“Jackson seems to have been ignorant of what General Lee expected of him, and badly informed about Brackett’s Ford. When he found how strenuous was our defence at the bridge, he should have turned his attention to Brackett’s Ford also. A force could have been as quietly gathered there as at the bridge; a strong infantry movement at the ford would have easily overrun our small force there, placing our right at Glendale, held by Slocum’s division, in great jeopardy, and turning our force at the bridge by getting between it and Glendale. In fact, it is likely that we should have been defeated that day had General Jackson done what his great reputation seems to make it imperative he should have done."* (* Battles and Leaders volume 2 page 381.) But General Franklin’s opinion as to the ease with which Brackett’s Ford might have been passed is not justified by the facts. In the first place, General Slocum, who was facing Huger, and had little to do throughout the day, had two brigades within easy distance of the crossing; in the second place, General Wright reported the ford impassable; and in the third place, General Franklin himself admits that directly Wright’s scouts were seen near the ford two brigades of Sedgwick’s division were sent to oppose their passage.
General Long, in his life of Lee, finds excuse for Jackson in a story that he was utterly exhausted, and that his staff let him sleep until the sun was high. Apart from the unlikelihood that a man who seems to have done without sleep whenever the enemy was in front should have permitted himself to be overpowered at such a crisis, we have Colonel Munford’s evidence that the general was well in advance of his columns at sunrise, and the regimental reports show that the troops were roused at 2.30 A.M.
Jackson may well have been exhausted. He had certainly not spared himself during the operations. On the night of the 27th, after the battle of Gaines’ Mill, he went over to Stuart’s camp at midnight, and a long conference took place. At 8.30 on the morning of the 29th he visited Magruder, riding across Grapevine Bridge from McGehee’s House, and his start must have been an early one. In a letter to his wife, dated near the White Oak Bridge, he says that in consequence of the heavy rain he rose “about midnight” on the 30th. Yet his medical director, although he noticed that the general fell asleep while he was eating his supper the same evening, says that he never saw him more active and energetic than during the engagement;* (* Letter from Dr. Hunter McGuire to the author.) and Jackson himself, neither in his report nor elsewhere, ever admitted that he was in any way to blame.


Task item >>
From the first line to the last, copy the material word for word; pictures stay out.

Records for this task >>
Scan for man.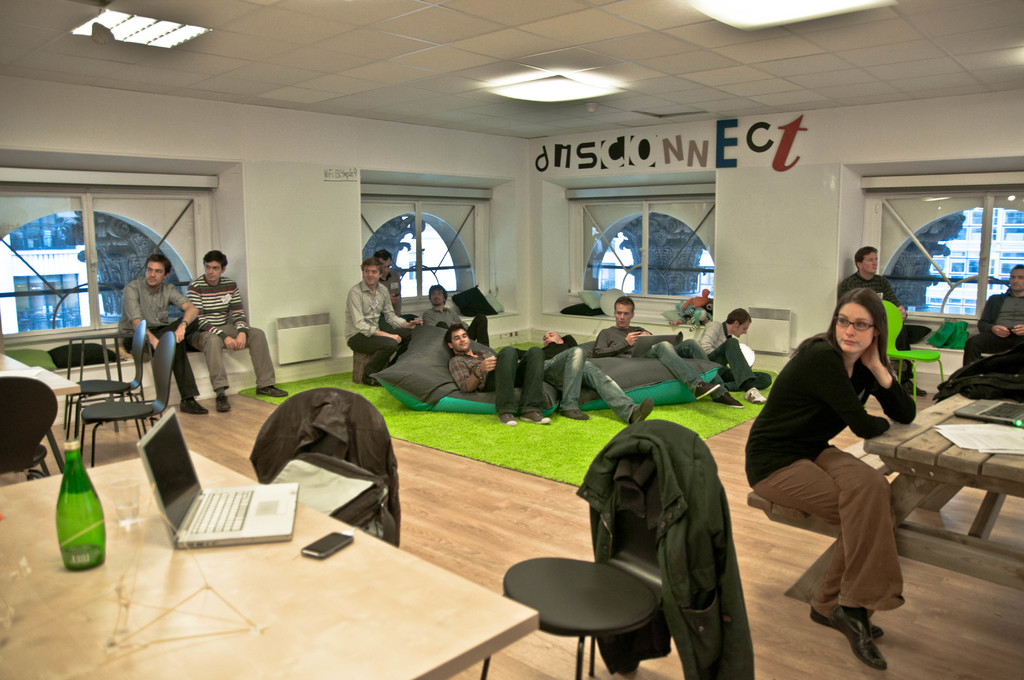
Scan result: <box>832,246,932,400</box>.
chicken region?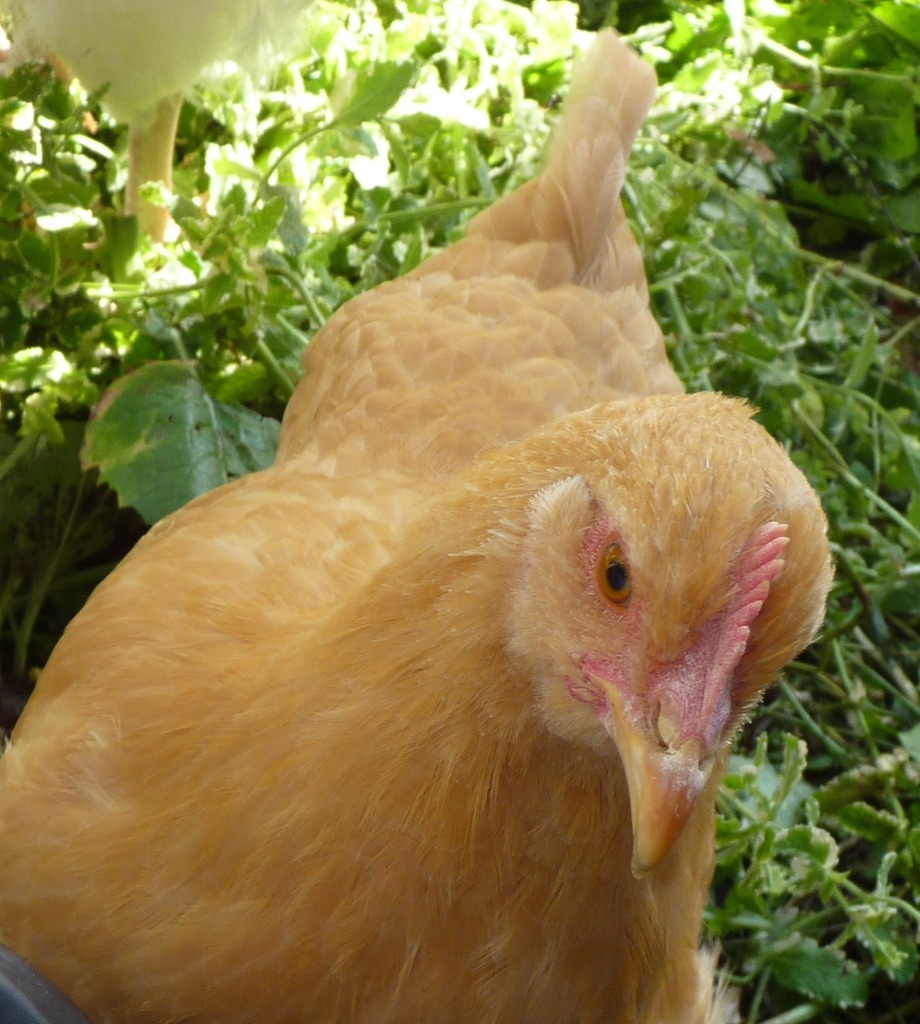
rect(0, 147, 860, 982)
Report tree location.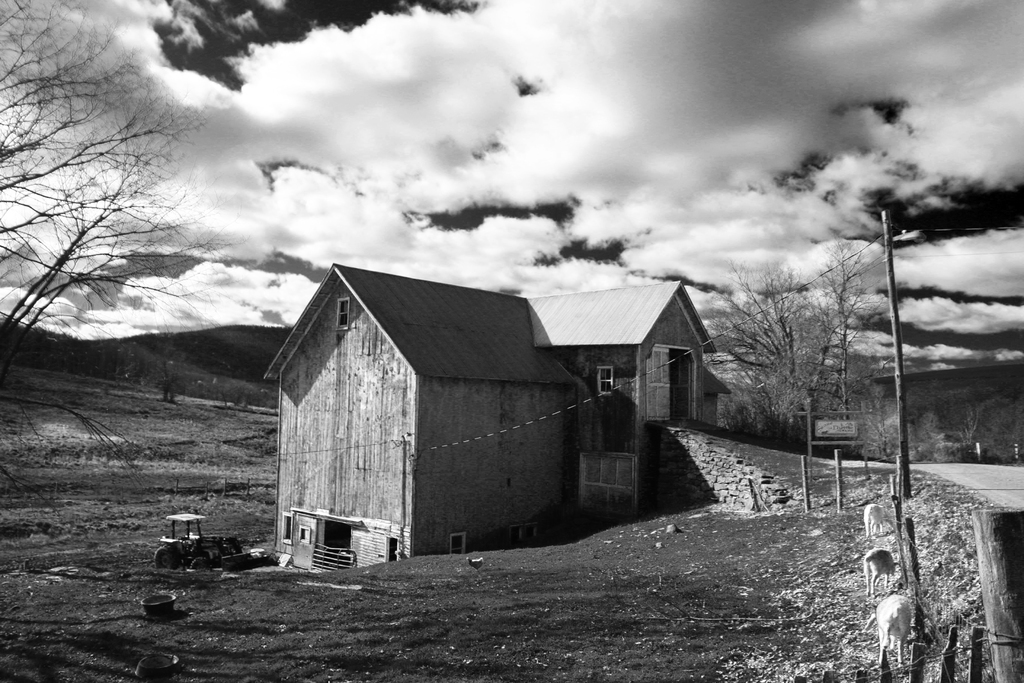
Report: <bbox>20, 31, 236, 397</bbox>.
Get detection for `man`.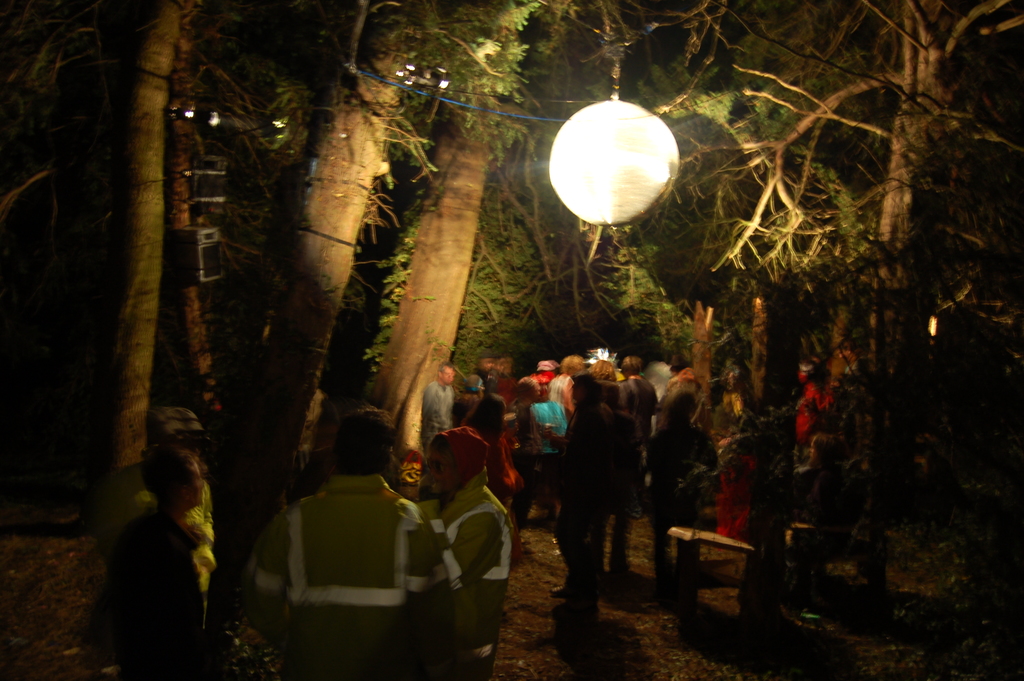
Detection: (left=543, top=371, right=609, bottom=606).
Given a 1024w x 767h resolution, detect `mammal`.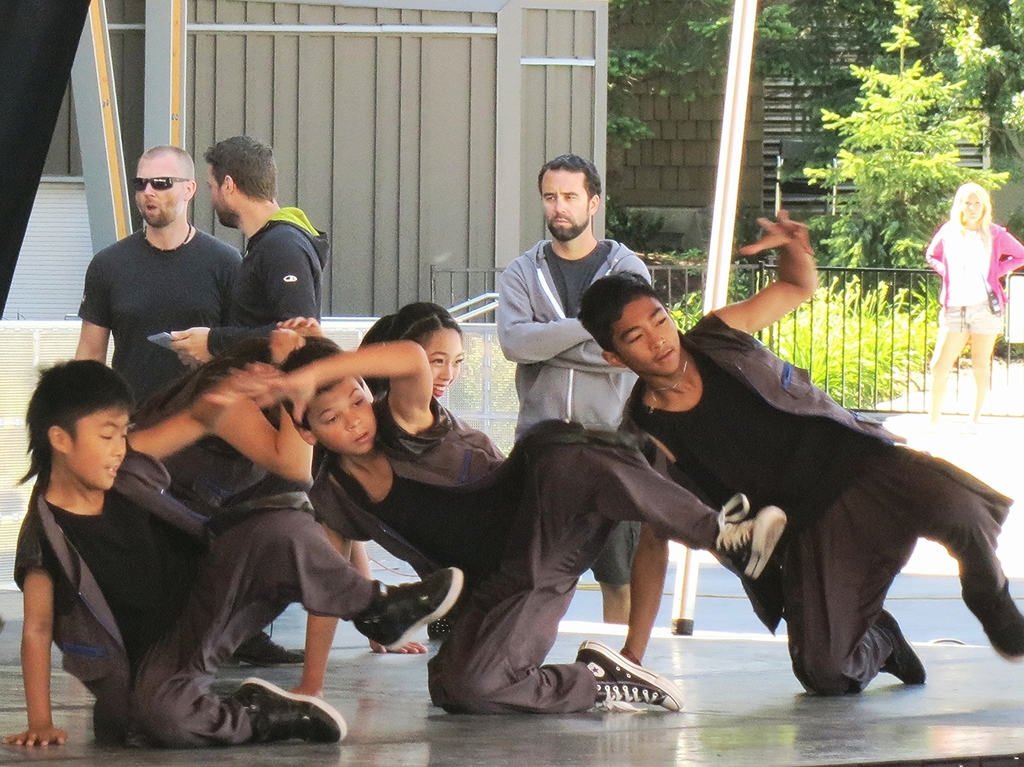
(left=574, top=211, right=1023, bottom=695).
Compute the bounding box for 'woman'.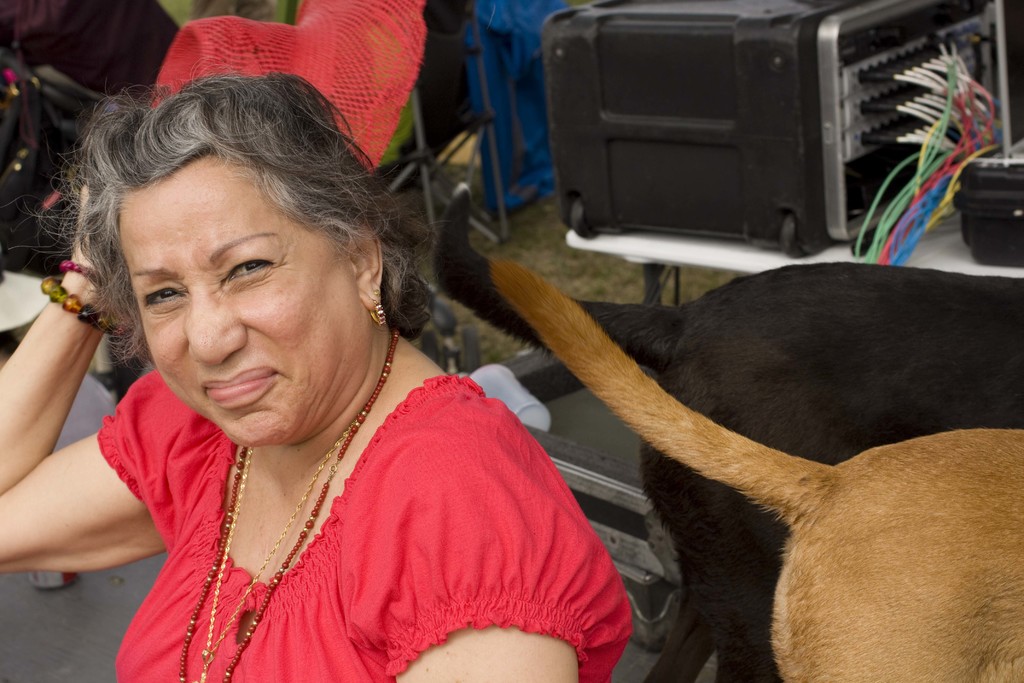
(38,62,638,680).
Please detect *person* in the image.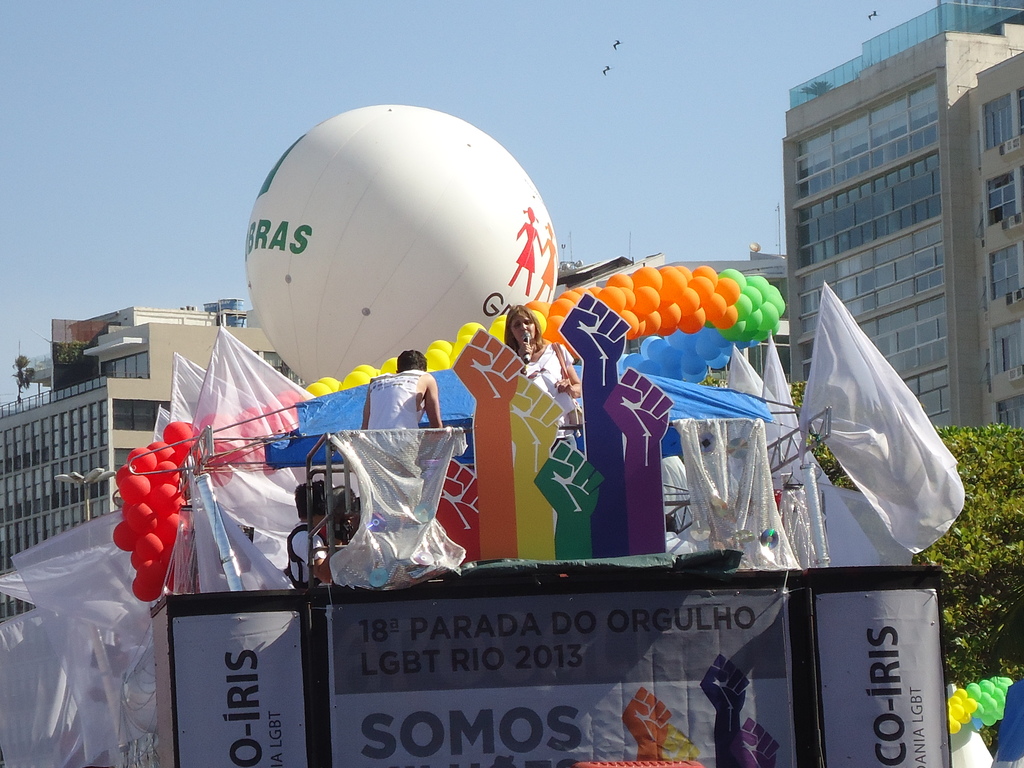
locate(503, 300, 582, 429).
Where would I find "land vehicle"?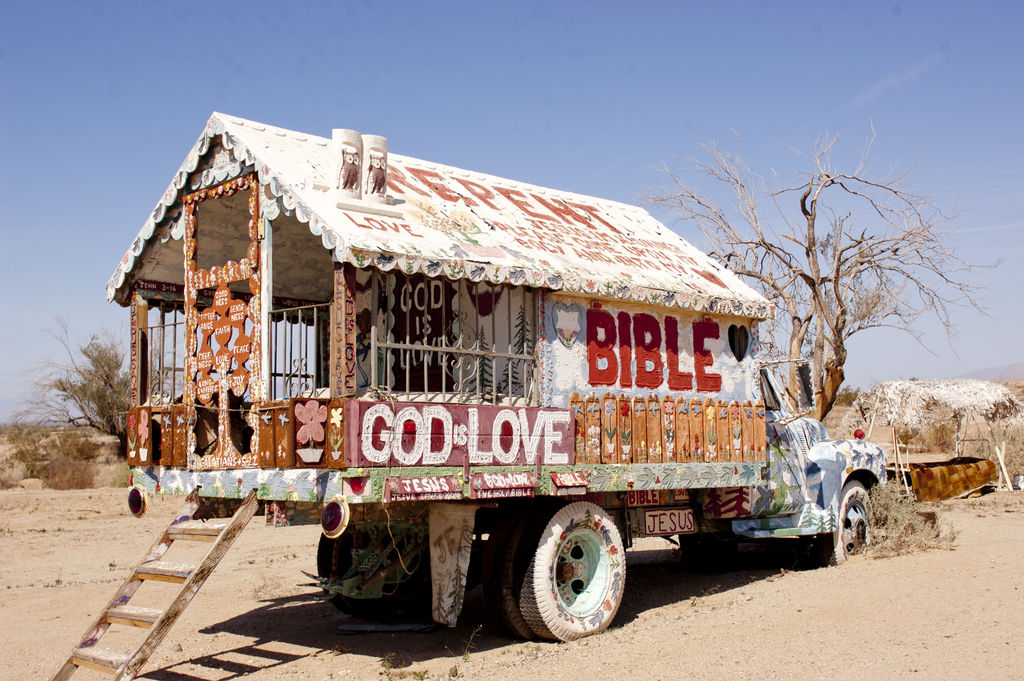
At [x1=126, y1=146, x2=879, y2=651].
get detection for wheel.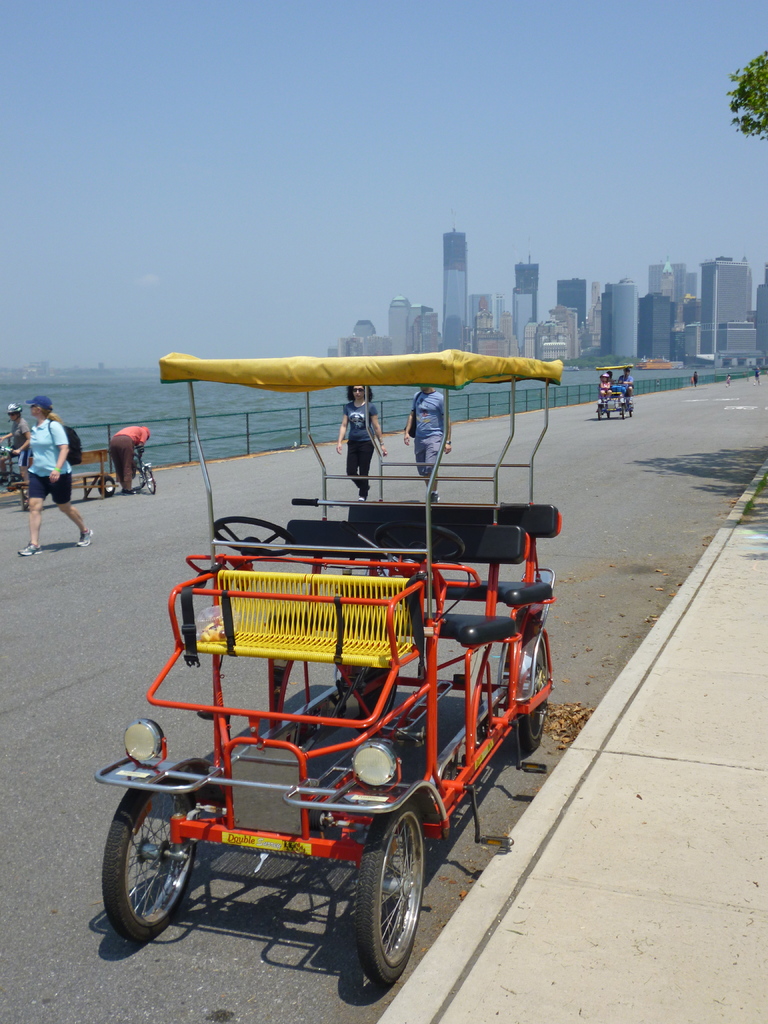
Detection: 142 468 156 492.
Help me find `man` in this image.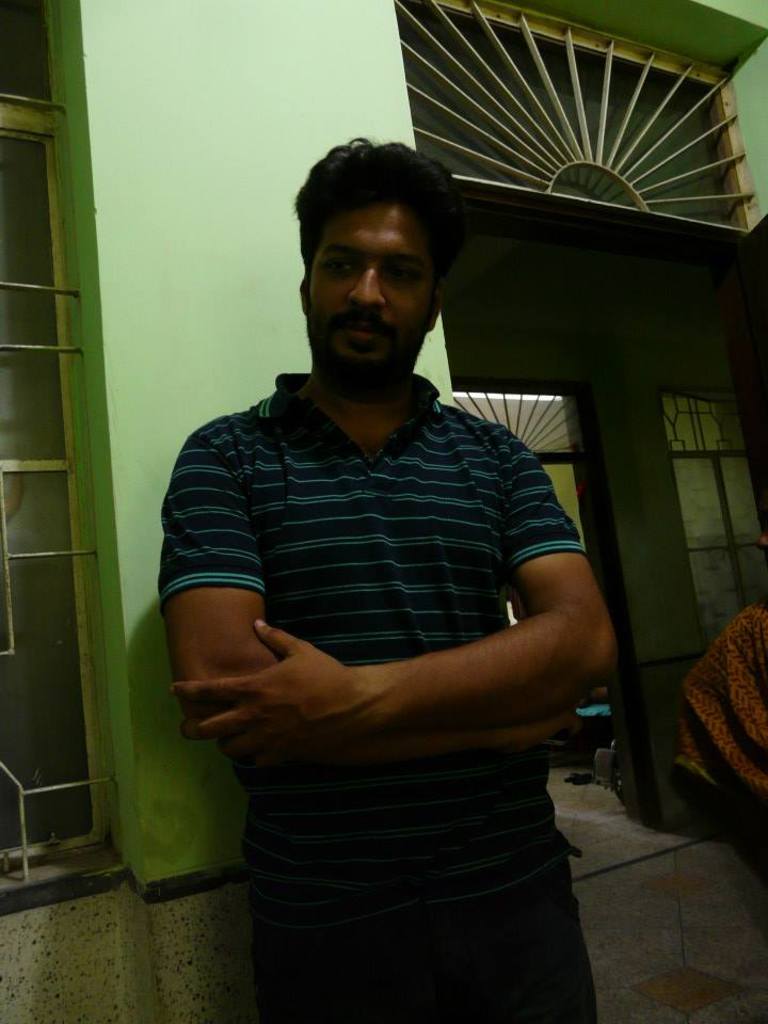
Found it: region(157, 135, 631, 989).
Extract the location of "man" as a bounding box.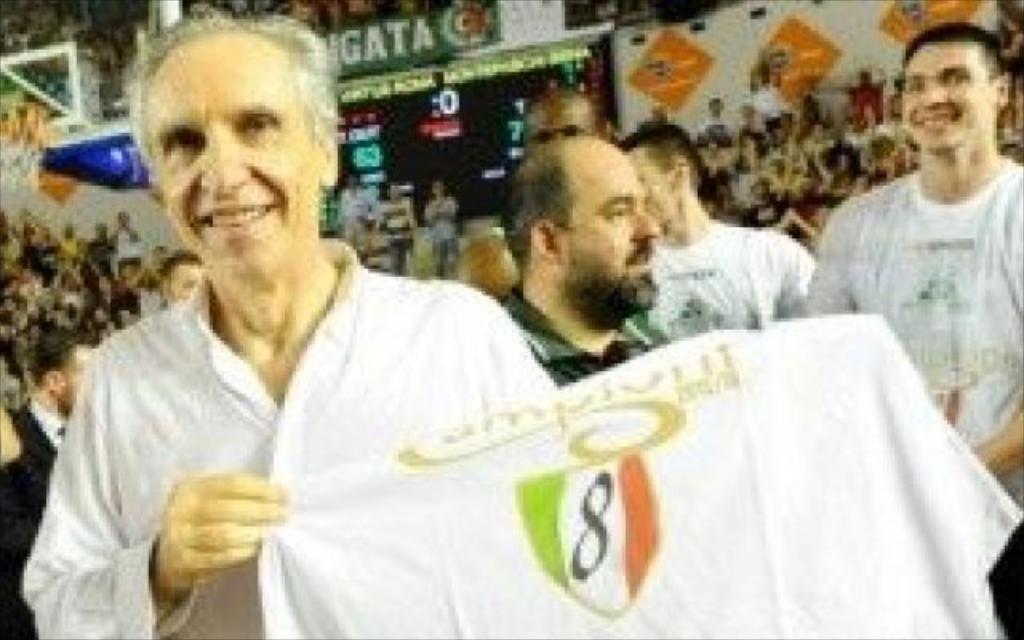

Response to this exercise >>
Scan for man.
Scan result: <box>832,246,932,400</box>.
chicken region?
rect(0, 147, 860, 982)
Report tree location.
Report: <bbox>20, 31, 236, 397</bbox>.
Get detection for `man`.
Detection: (left=543, top=371, right=609, bottom=606).
Given a 1024w x 767h resolution, detect `mammal`.
(left=574, top=211, right=1023, bottom=695).
Compute the bounding box for 'woman'.
(38,62,638,680).
Please detect *person* in the image.
locate(503, 300, 582, 429).
Where would I find "land vehicle"?
At [x1=126, y1=146, x2=879, y2=651].
get detection for wheel.
Detection: 142 468 156 492.
Help me find `man` in this image.
Found it: region(157, 135, 631, 989).
Extract the location of "man" as a bounding box.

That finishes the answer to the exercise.